Georgia Milestones reports 49% of Colquitt County students are “economically disadvantaged.” Powers said a 3-year-old from an impoverished household has heard 34 million fewer words than a 3-year-old whose parent has a professional degree.
“They [the schools] have children walking into kindergarten two years behind linguistically,” he said. “How do they make that up?”
Children in poverty also don’t have the opportunities to visit the library, a zoo or the Arts Center, he said, missing out on learning experiences that more affluent parents can offer their children.
Meanwhile, 21% of Colquitt County students need additional instruction on the interpretation and use of the English language, Georgia Milestones said.
That’s primarily a function of the large number of Latino families in the county, Powers said, but some native speakers also struggle with the language.
Finally, the current generation faced stress and anxiety unlike any of their forebears even before the coronavirus, Powers said.
“The average child today exhibits the same level of anxiety as the average psychiatric patient in the 1950s,” he said, quoting a passage in Max Lucado’s book “Less Fret, More Faith,” which was published in 2017.
But Powers knows mentoring works because it worked in Bibb County:
• In 2015, 38% of Bibb County’s third grade students were reading at grade level, he said; that’s almost identical to where Colquitt County is now.
• Three hundred mentors, working in 12 Bibb County elementary schools, used United Way’s Read United program with students in kindergarten through third grade, the same age group targeted by the Colquitt County Educational Foundation.

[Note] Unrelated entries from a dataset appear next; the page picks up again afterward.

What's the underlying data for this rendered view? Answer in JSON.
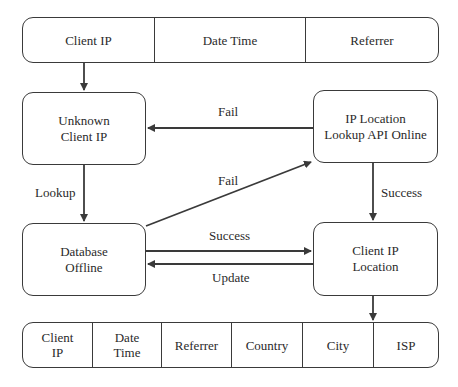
{
  "input_record": {
    "fields": [
      "Client IP",
      "Date Time",
      "Referrer"
    ]
  },
  "nodes": {
    "unknown_client_ip": {
      "line1": "Unknown",
      "line2": "Client IP"
    },
    "ip_location_api": {
      "line1": "IP Location",
      "line2": "Lookup API Online"
    },
    "database": {
      "line1": "Database",
      "line2": "Offline"
    },
    "client_ip_location": {
      "line1": "Client IP",
      "line2": "Location"
    }
  },
  "edges": {
    "api_to_unknown": "Fail",
    "db_to_api": "Fail",
    "unknown_to_db": "Lookup",
    "api_to_location": "Success",
    "db_to_location": "Success",
    "location_to_db": "Update"
  },
  "output_record": {
    "fields": [
      {
        "line1": "Client",
        "line2": "IP"
      },
      {
        "line1": "Date",
        "line2": "Time"
      },
      {
        "line1": "Referrer",
        "line2": ""
      },
      {
        "line1": "Country",
        "line2": ""
      },
      {
        "line1": "City",
        "line2": ""
      },
      {
        "line1": "ISP",
        "line2": ""
      }
    ]
  },
  "colors": {
    "stroke": "#3a3a3a",
    "text": "#2a2a2a",
    "background": "#ffffff"
  }
}
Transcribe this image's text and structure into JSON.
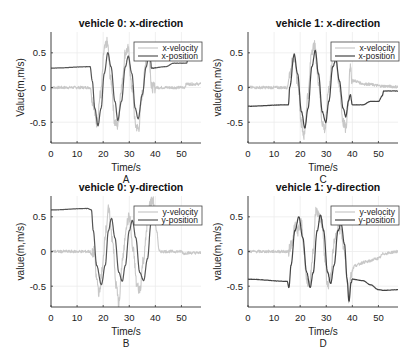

• In 2019, 59.6% of Bibb County third graders were reading at or above grade level. That year is important because the kindergartners of 2015 were the third graders of 2019; they were the first class to go all four years in the program.
“In the 2018-19 school year, 89% of third grade students who participated in Read United passed the standardized Georgia Milestones learning assessment test on their initial attempt,” according to a Macon Telegraph story cited in a Colquitt County Educational Foundation flyer.
The long-term benefit will be not only to the student but to the community, Powers said, explaining the strong support the foundation has received from the Chamber of Commerce and the Development Authority.
Two of the challenges the community faces are no high-paying jobs to bring local students home after college and difficulty attracting high-paying industries because the community can’t provide a highly educated workforce, he said.
Improved literacy among third graders translates to a better educated workforce as they become adults, which translates into more economic development for the community.